Forty voices from the Salisbury Cathedral Choir were each recorded separately at Salisbury Cathedral as part of an annual music festival. The individual voices are synchronized and played back through forty speakers to be positioned around the Illingworth Kerr Gallery. The affect of Forty-Part Motet on visitors is deeply moving, earning it a level of popularity rarely encountered in contemporary art.
The IKG would like to extend its appreciation to the National Gallery of Canada for touring Forty-Part Motet and providing onsite technical assistance in Calgary. Thank you to Pierre Theberge, Karen Colby-Stothart, Kristin Rothschild and Marc Paradis.
Janet Cardiff is internationally known for her audio walks in which found and engineered sound recordings are montaged in a highly sculptural presentation that often includes the artist's distinctive voice. Audiences engage the audio walks by using playback systems (e.g. a Walkman) and headphones. In the case of Forty-Part Motet, sound fills the gallery space and viewers are free to walk around and between the speakers. The three-dimensional quality of the sound and its ability to move audiences is unparalleled and cannot be easily duplicated on a home stereo or with a live choir. The artist adds: "Most people experience Tallis' piece of music now in their living rooms in front of only two speakers. Even in a live concert the audience is separated from the individual voices. Only the performers are able to hear the person standing next to them singing a different harmony. I wanted to be able to climb inside the music."

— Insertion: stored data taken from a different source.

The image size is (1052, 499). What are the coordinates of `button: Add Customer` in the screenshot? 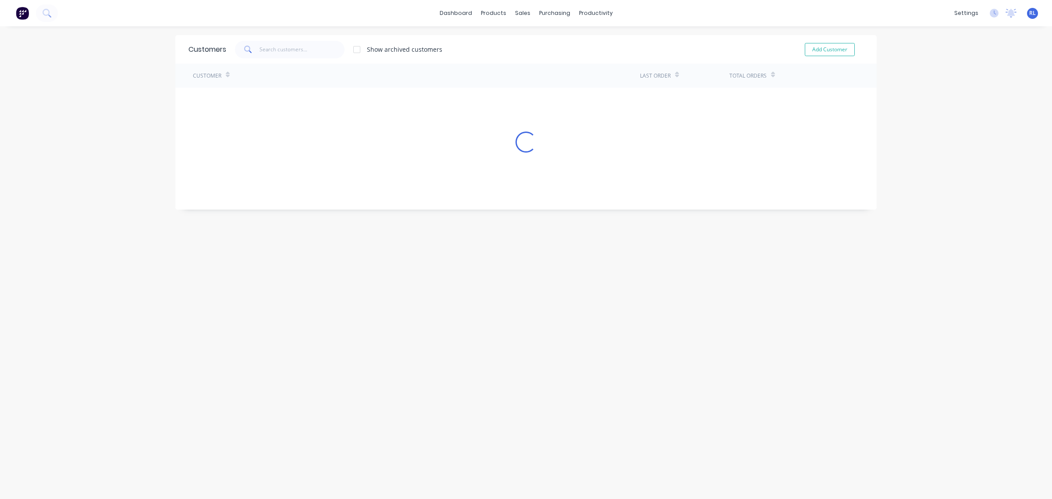 It's located at (829, 50).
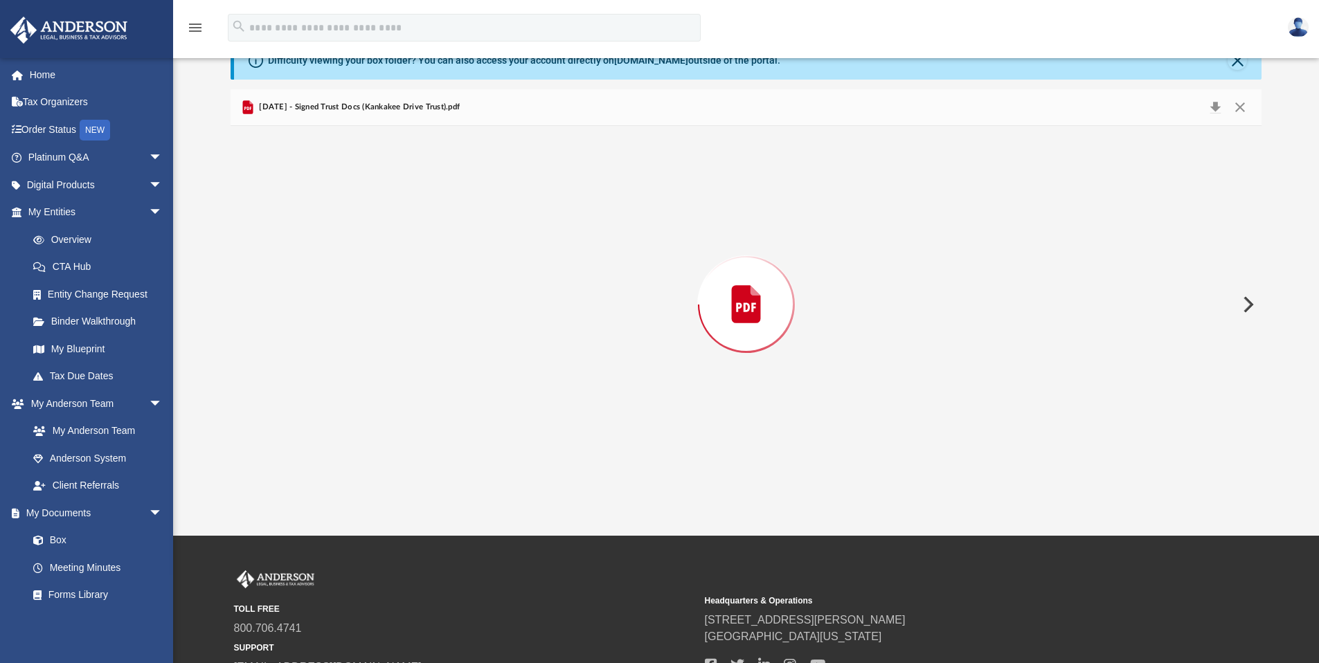 The image size is (1319, 663). What do you see at coordinates (93, 513) in the screenshot?
I see `a: My Documentsarrow_drop_down` at bounding box center [93, 513].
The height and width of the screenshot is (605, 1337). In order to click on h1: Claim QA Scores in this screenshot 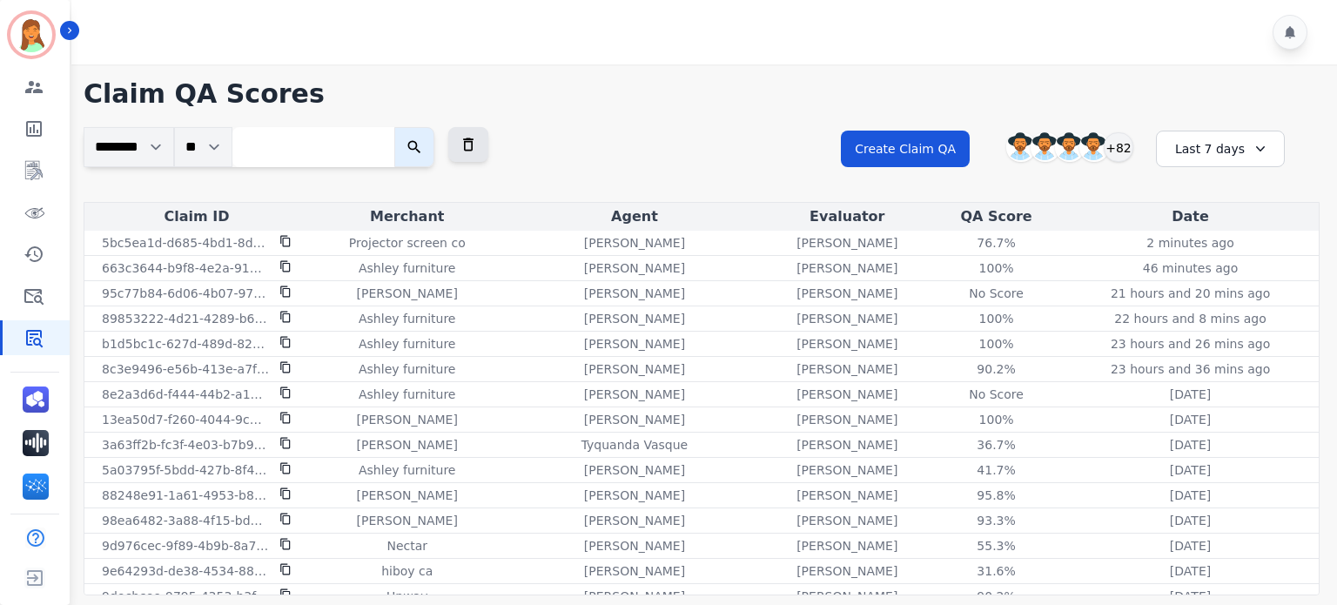, I will do `click(701, 94)`.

Cardiff is one of a growing number of Canadian artists enjoying an international career. She represented Canada, along with George Bures Miller at the 2001 Venice Biennial, producing the groundbreaking The Paradise Institute with the support of Plug In ICA, Winnipeg. Her work is in many public and private collections worldwide. Cardiff currently divides her time between Berlin and a studio near Enderby, BC.